None of us can communicate our whole selves to each other without considerable work, considerable efforts at self-expression on the one hand, and open, unprejudiced attention on the other. And even then, the communication will be incomplete. Nevertheless, there is a big difference between knowing someone as a subject, however incompletely, and knowing them as objects. It is the latter sort of knowledge that science is after, and insofar as we regard persons with nothing more than scientific attention, we are not attending to them as persons. We have reduced them to mere things in our sight—and however much we may be attending to their parts and processes (including psychological ones) we are not attending to them.
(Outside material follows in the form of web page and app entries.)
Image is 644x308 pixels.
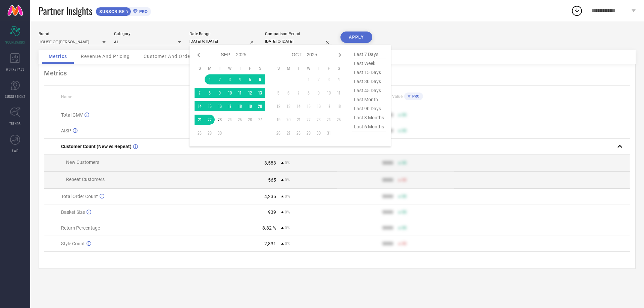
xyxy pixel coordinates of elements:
[382,225,393,231] div: 9999
[382,160,393,166] div: 9999
[205,75,215,84] td: Mon Sep 01 2025
[352,113,386,122] span: last 3 months
[235,75,245,84] td: Thu Sep 04 2025
[39,4,92,18] span: Partner Insights
[402,178,406,182] span: 50
[194,51,203,59] div: Previous month
[194,115,205,125] td: Sun Sep 21 2025
[225,88,235,98] td: Wed Sep 10 2025
[5,40,25,45] span: SCORECARDS
[283,128,294,138] td: Mon Oct 27 2025
[303,128,314,138] td: Wed Oct 29 2025
[61,144,132,149] span: Customer Count (New vs Repeat)
[255,101,265,111] td: Sat Sep 20 2025
[352,68,386,77] span: last 15 days
[225,66,235,71] th: Wednesday
[323,75,334,84] td: Fri Oct 03 2025
[235,66,245,71] th: Thursday
[255,115,265,125] td: Sat Sep 27 2025
[66,177,105,182] span: Repeat Customers
[314,128,323,138] td: Thu Oct 30 2025
[245,75,255,84] td: Fri Sep 05 2025
[61,209,85,215] span: Basket Size
[194,66,205,71] th: Sunday
[268,177,276,182] div: 565
[96,5,151,16] a: SUBSCRIBEPRO
[61,112,83,118] span: Total GMV
[402,226,406,230] span: 50
[114,31,181,36] div: Category
[215,128,225,138] td: Tue Sep 30 2025
[382,194,393,199] div: 9999
[314,115,323,125] td: Thu Oct 23 2025
[225,75,235,84] td: Wed Sep 03 2025
[264,160,276,166] div: 3,583
[402,194,406,199] span: 50
[215,115,225,125] td: Tue Sep 23 2025
[382,209,393,215] div: 9999
[189,31,257,36] div: Date Range
[402,113,406,117] span: 50
[285,178,290,182] span: 0%
[96,9,127,14] span: SUBSCRIBE
[294,115,303,125] td: Tue Oct 21 2025
[323,88,334,98] td: Fri Oct 10 2025
[12,148,19,153] span: FWD
[410,94,420,99] span: PRO
[44,69,630,77] div: Metrics
[225,101,235,111] td: Wed Sep 17 2025
[137,9,148,14] span: PRO
[285,226,290,230] span: 0%
[49,53,67,59] span: Metrics
[205,88,215,98] td: Mon Sep 08 2025
[245,66,255,71] th: Friday
[235,88,245,98] td: Thu Sep 11 2025
[273,128,283,138] td: Sun Oct 26 2025
[189,38,257,45] input: Select date range
[334,101,344,111] td: Sat Oct 18 2025
[255,75,265,84] td: Sat Sep 06 2025
[352,95,386,104] span: last month
[283,66,294,71] th: Monday
[205,66,215,71] th: Monday
[273,88,283,98] td: Sun Oct 05 2025
[571,5,583,17] div: Open download list
[235,101,245,111] td: Thu Sep 18 2025
[336,51,344,59] div: Next month
[143,53,195,59] span: Customer And Orders
[6,67,25,72] span: WORKSPACE
[314,101,323,111] td: Thu Oct 16 2025
[294,128,303,138] td: Tue Oct 28 2025
[402,160,406,165] span: 50
[255,88,265,98] td: Sat Sep 13 2025
[352,104,386,113] span: last 90 days
[323,66,334,71] th: Friday
[314,88,323,98] td: Thu Oct 09 2025
[61,225,100,231] span: Return Percentage
[303,115,314,125] td: Wed Oct 22 2025
[9,121,21,126] span: TRENDS
[264,194,276,199] div: 4,235
[303,75,314,84] td: Wed Oct 01 2025
[283,88,294,98] td: Mon Oct 06 2025
[323,128,334,138] td: Fri Oct 31 2025
[314,66,323,71] th: Thursday
[294,101,303,111] td: Tue Oct 14 2025
[283,115,294,125] td: Mon Oct 20 2025
[194,88,205,98] td: Sun Sep 07 2025
[215,88,225,98] td: Tue Sep 09 2025
[283,101,294,111] td: Mon Oct 13 2025
[303,101,314,111] td: Wed Oct 15 2025
[352,59,386,68] span: last week
[382,241,393,246] div: 9999
[285,194,290,199] span: 0%
[352,122,386,131] span: last 6 months
[402,128,406,133] span: 50
[61,194,98,199] span: Total Order Count
[205,101,215,111] td: Mon Sep 15 2025
[273,66,283,71] th: Sunday
[265,38,332,45] input: Select comparison period
[341,31,373,43] button: APPLY
[225,115,235,125] td: Wed Sep 24 2025
[294,88,303,98] td: Tue Oct 07 2025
I think it is also possible to attend to the universe in something like the way that we attend to persons: holistically, focused on knowing it as opposed to knowing a litany of facts about it. Is it possible that this sort of attention—which is, I believe, what Weil has in mind when she speaks of prayer—opens us up to an aspect of the universe that is not available to the scientific eye? The universe as subject rather than mere object? Is it possible that this distinctive sort of loving attention is precisely what brings us into contact with the meaning beyond the universe's syntax, the person for whom the universe is an endless form of communication?
There are those who have sought to pay attention to the world in something like this way, and who report the same thing that Simone Weil reported on the basis of her efforts at absolute attention: a personal presence brimming with love.
Dismissal is, of course, easy. Not everyone has this experience. It could be mere delusion. But is dismissal required? By what? By the urgings of our own imagination, which fills up the spaces beyond science’s limits with emptiness?
As I said, sometimes I pay attention to my children while they play. I really pay attention, so fully that I lose myself and my agendas. And it is then that I’m most overwhelmed with the beauty and goodness of what I see. Put simply: In my experience beauty and goodness overwhelm me, they most seize hold of me, when I am least invested, when my desires and dreams and hopes have been pushed back to make a space for what I’m attending to, so that it may flood in. Does it then make sense to say that beauty and goodness are nothing more than subjective projections, that these things aren’t part of reality, that they must be imposed upon reality by me in that moment, even though it seems to be the very moment when my stuff has been most successfully put away?
Why? Is this judgment really rooted in the weight of evidence? Or is it, rather, rooted in an exercise of imagination, one which, again, fills up those dimensions of reality outside the domain of scientific inquiry with gobs of emptiness?
It may, indeed, be very hard for all of us to distinguish between the products of imagination and the outcomes of pure attention. Real attention may be so hard that few of us actually achieve it, even when we tell ourselves that we have. It is possible that my religious experiences (far less vivid than Weil's, but of the same general kind) are the outcomes of my imagination filling up the void, and I'm just telling myself that I'm paying attention? Of course that's a possibility.
But there are other possibilities. And in our efforts to attend to each other, we fall short to the extent that we treat some possibilities as certainties, and others as impossible.